Credit Suisse kept open an account held by Ugandan arms dealer Emmanuel Katto even after he was publicly named in a judicial investigation as being involved in a corrupt helicopter deal, leaked banking data shows.
Katto's account at the bank was opened in January 1995, two years before he struck a deal with the Ugandan government to buy combat helicopters from Belarus's state-owned arms company.
When Ugandan forces tried to field the helicopters, they found them “in a sorry state,” according to a judicial commission report.
That commission, appointed in 2000, found that Katto’s deal, and related expenses, had caused at least $6.8 million in losses for the Ugandan government. Katto was also found to have paid $800,000 in bribes to a top Ugandan official, the president’s brother, as he pushed the deal through.
It’s unclear whether any of those funds passed through Katto's Credit Suisse account, which had a maximum balance of just over 78,000 Swiss francs ($56,000) in August 2003, and was only closed in late 2005, three years after the commission’s findings were leaked to local media. It's not clear why the account was closed. The Suisse Secrets data does not indicate whether or not accounts were frozen.
The Suisse Secrets Investigation
Suisse Secrets is a collaborative journalism project based on leaked bank account data from Swiss banking giant Credit Suisse.
Monika Roth, a lawyer and academic specializing in financial crime, said Swiss banks were obligated to use due diligence systems to carry out ongoing checks on potentially dubious clients, such as those from the arms industry.
"The banks run their customer base through these systems every month, sometimes more frequently," Roth said.
Katto was named in Thomson Reuters World Check, a database used by financial compliance officers, as someone who had been accused of supplying faulty military helicopters to Uganda's government, according to data from 2014 obtained by OCCRP. The data does not specify when Katto first appeared in World Check, but Katto’s name was in the press long before his Credit Suisse account closed: A Ugandan media report from 2002 revealed the commission had recommended criminal prosecution of Katto over the helicopter deal.

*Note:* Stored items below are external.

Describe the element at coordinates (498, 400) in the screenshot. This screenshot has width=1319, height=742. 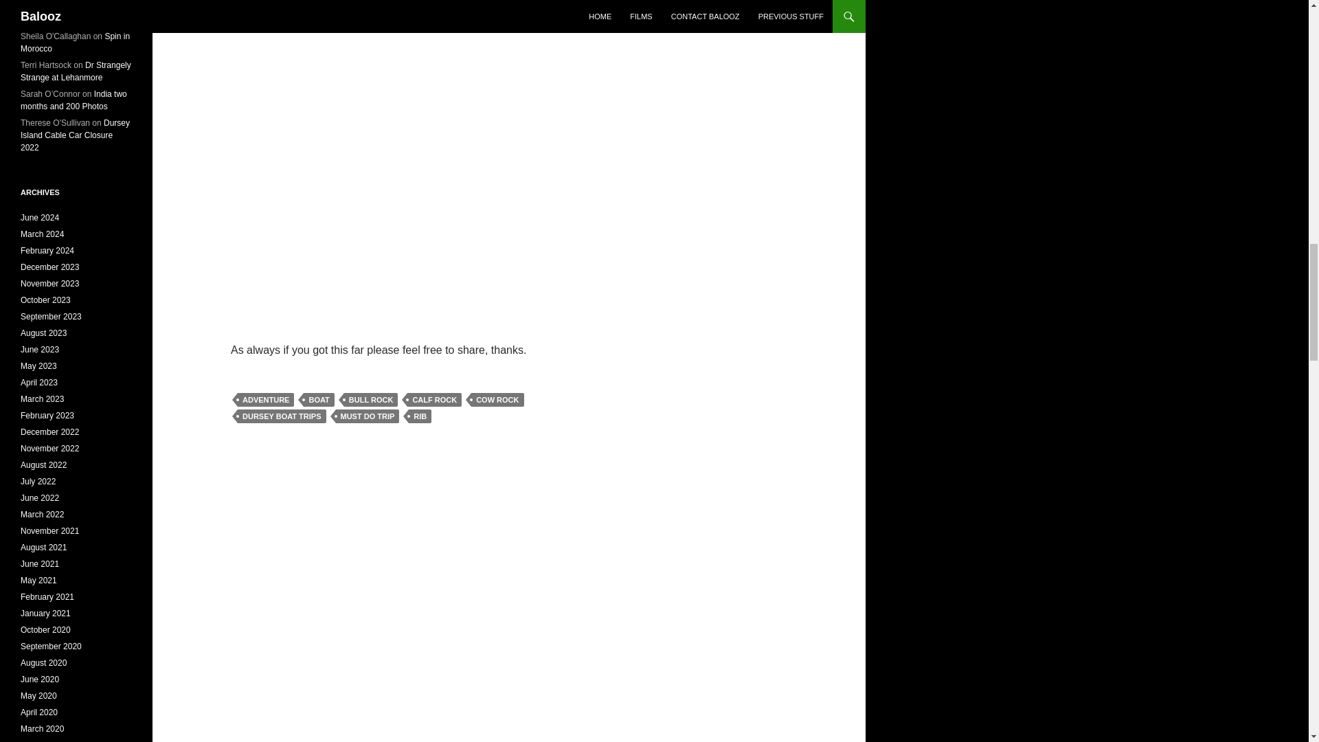
I see `COW ROCK` at that location.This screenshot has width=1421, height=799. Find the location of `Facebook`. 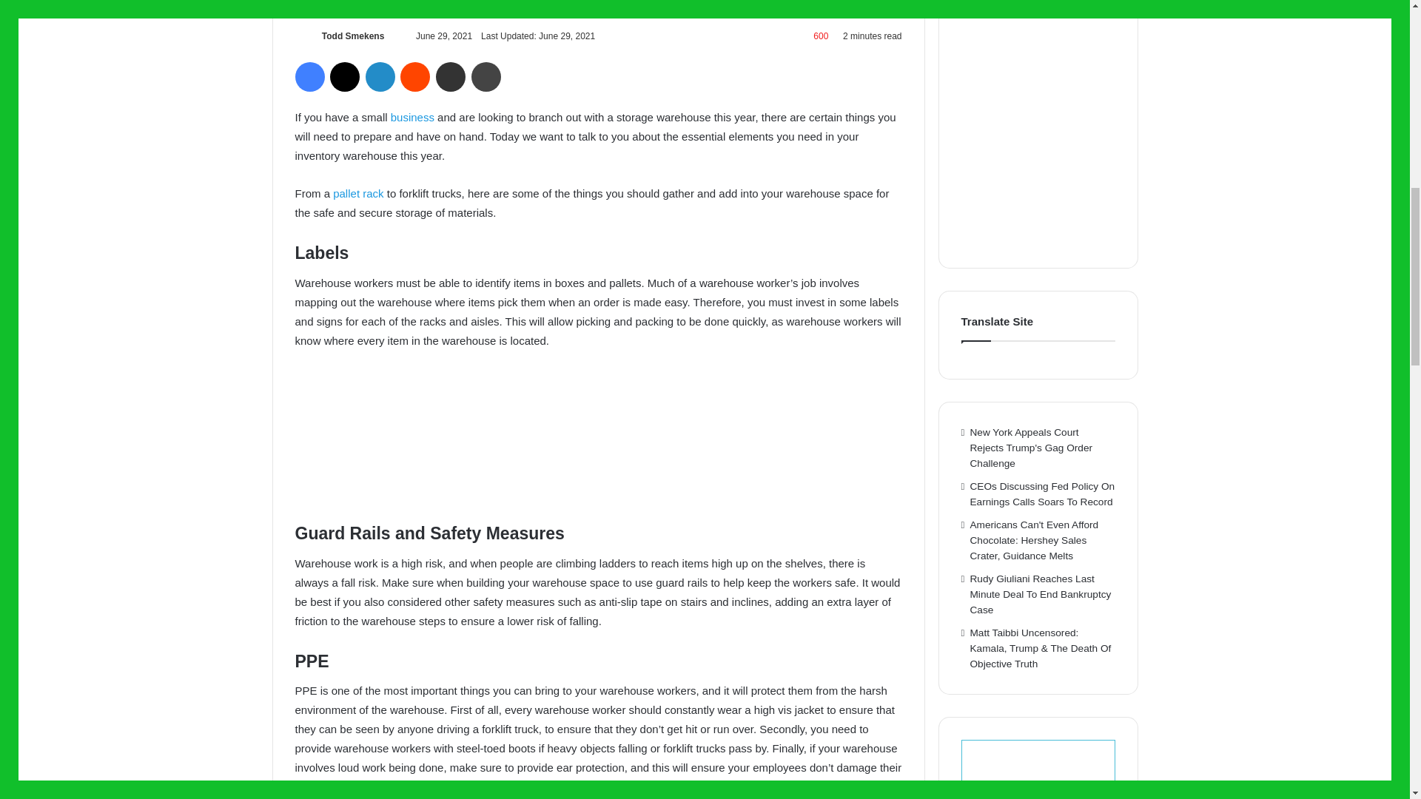

Facebook is located at coordinates (309, 77).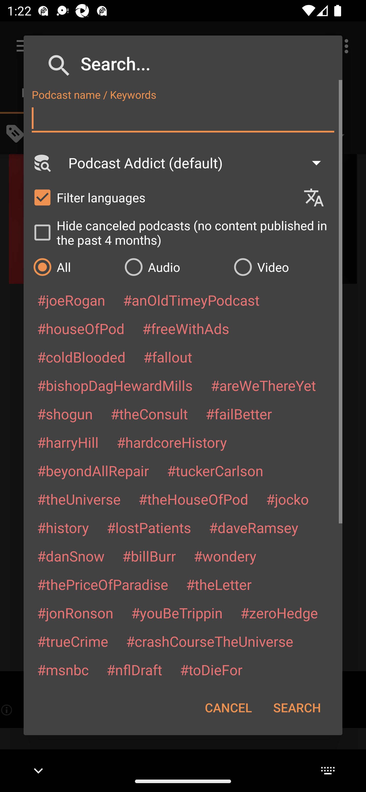 Image resolution: width=366 pixels, height=792 pixels. I want to click on Filter languages, so click(163, 197).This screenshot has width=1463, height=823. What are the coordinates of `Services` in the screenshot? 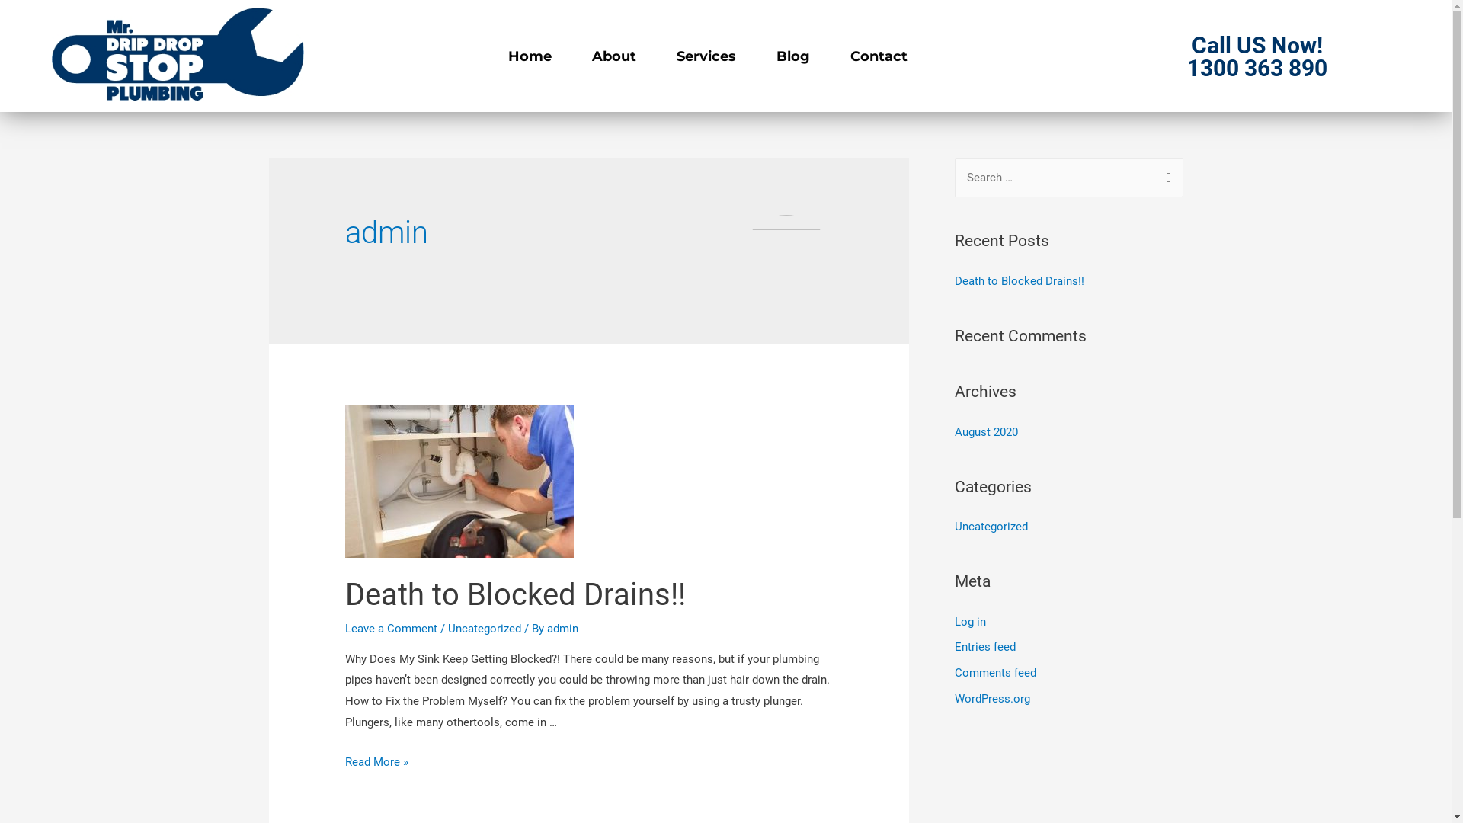 It's located at (706, 56).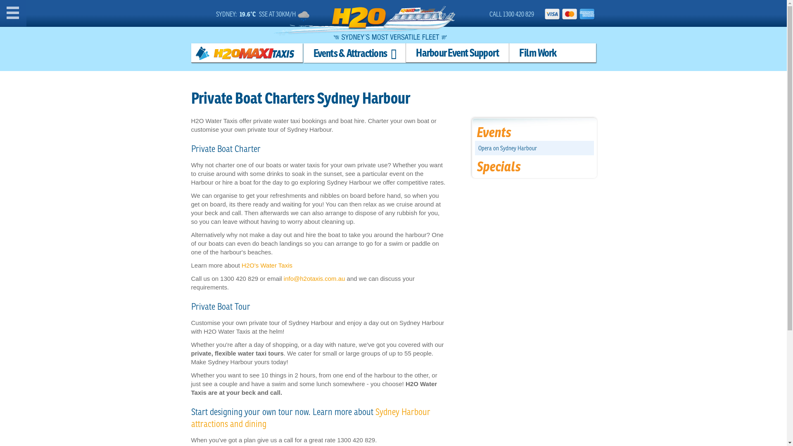 The width and height of the screenshot is (793, 446). What do you see at coordinates (315, 278) in the screenshot?
I see `info@h2otaxis.com.au` at bounding box center [315, 278].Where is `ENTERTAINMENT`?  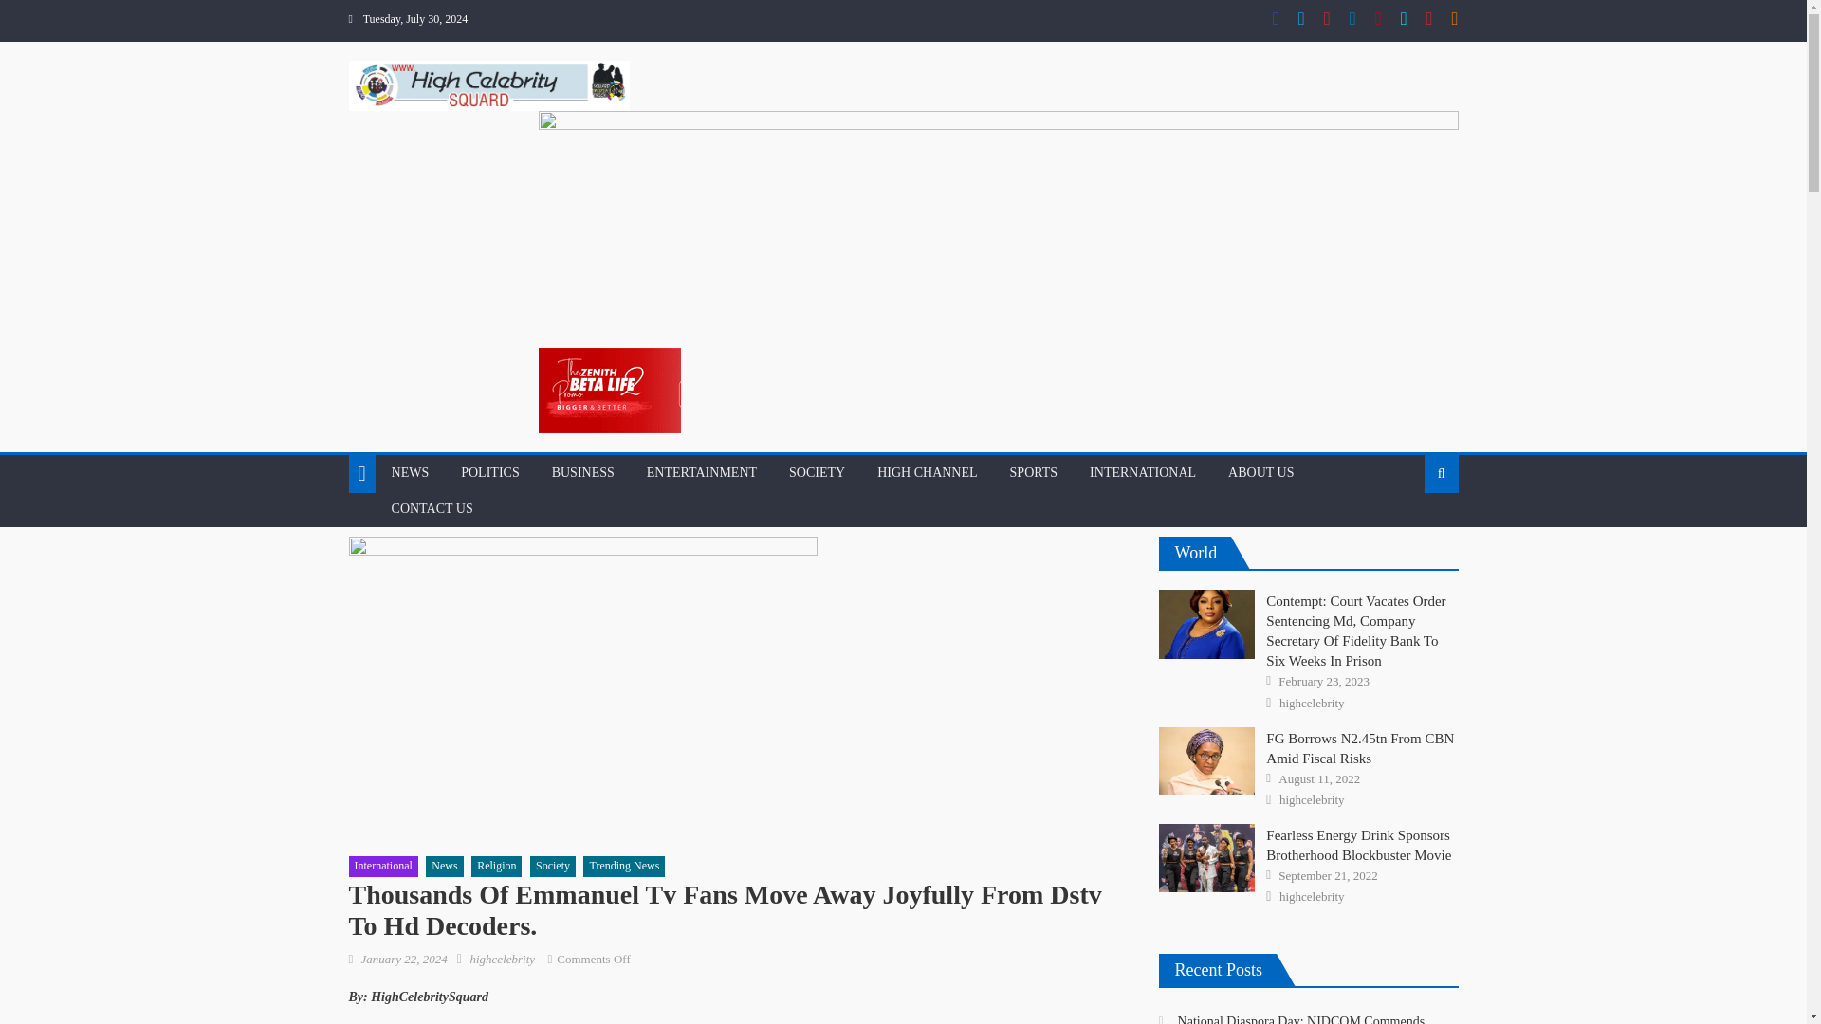 ENTERTAINMENT is located at coordinates (701, 472).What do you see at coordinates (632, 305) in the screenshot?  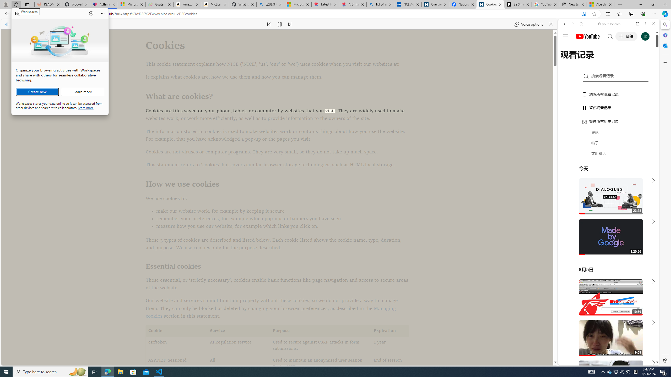 I see `AI Regulation service` at bounding box center [632, 305].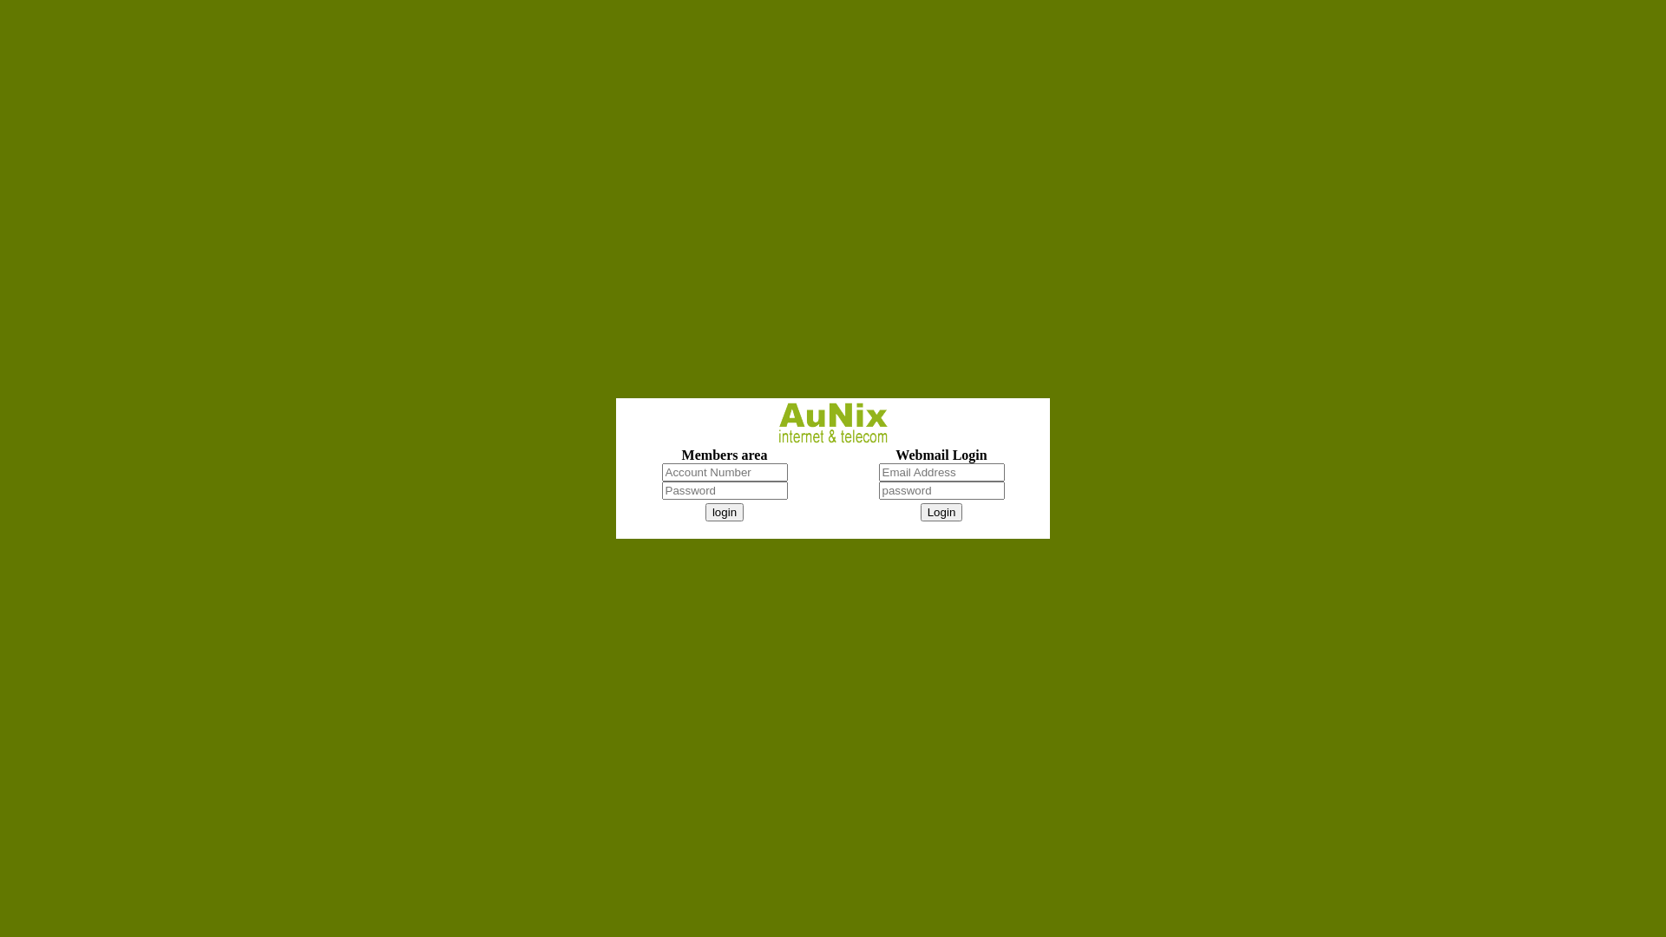 The image size is (1666, 937). What do you see at coordinates (942, 512) in the screenshot?
I see `Login` at bounding box center [942, 512].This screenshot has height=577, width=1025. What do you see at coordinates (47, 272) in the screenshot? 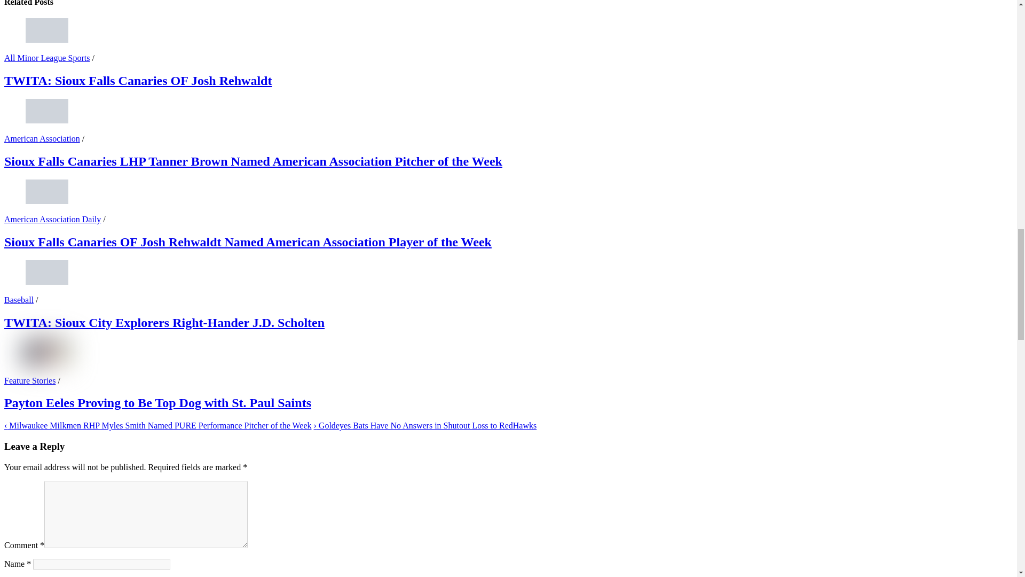
I see `TWITA Lead 2021` at bounding box center [47, 272].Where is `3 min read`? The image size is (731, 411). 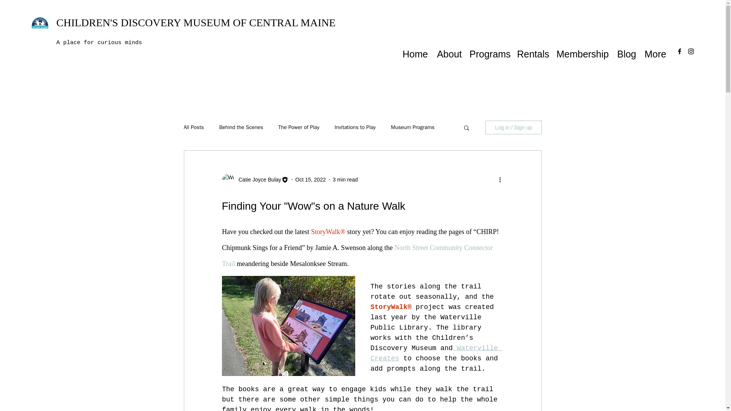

Credit Suisse did not respond to questions about specific accounts or customers. In a statement, the bank said it “operates its business in compliance with laws and regulations in all markets in which it operates” and that it “continues to strengthen its compliance and control framework.”
Katto didn’t respond to a request for comment sent to his LinkedIn account.
Chopper Corruption
Uganda reportedly bought the helicopters to bolster its fight against the Lord’s Resistance Army, a violent, fundamentalist Christian rebel group led by the infamous Joseph Kony. The militia took up arms in the late 1980s and has been waging an insurgency ever since.
During informal talks starting in 1996, Katto offered government officials what seemed like a bargain: Eight MI-24 gunships for just $1.5 million each, less than a quarter of what they cost when new.
But instead, for reasons that remain unclear, the government agreed to pay $12.26 million for just four of these helicopters. The deal was signed on February 7, 1997.
To carry out the deal, Katto used a British Virgin Islands-based shelf company called Consolidated Sales Corporation, which he had purchased in January 1996. The company was later described by the commission investigating the deal as a “special purpose vehicle” created to handle the helicopter purchase.
According to the commission, Consolidated Sales Corporation was to buy the gunships from the Belarusian state arms company, Belspetsvneshtechnika, via Triton SAL, described in the commission’s report as a “Lebanese arms dealing company.”
The shoddy condition of the helicopters eventually brought the deal under scrutiny. Belspetsvneshtechnika admitted that the aircrafts would need to be “overhauled.” When the Ugandan army ordered two of them to be deployed to the north of the country, they were said to be found “in a sorry state,” according to the commission.
The judicial commission’s investigation, completed in 2001, also found that Katto had paid a bribe of $800,000 to Major General Salim Saleh, President Yoweri Museveni’s brother and special adviser on military and political affairs.
The report of the commission overseen by High Court Justice Julia Sebutinde said that Saleh had “exhibited the highest form of greed, self interest and corruption.” (He could not be reached for comment.)
The commission recommended that Saleh and Katto be prosecuted. Katto was later charged with corruption for offering a bribe to Saleh, but was acquitted of wrongdoing in 2005.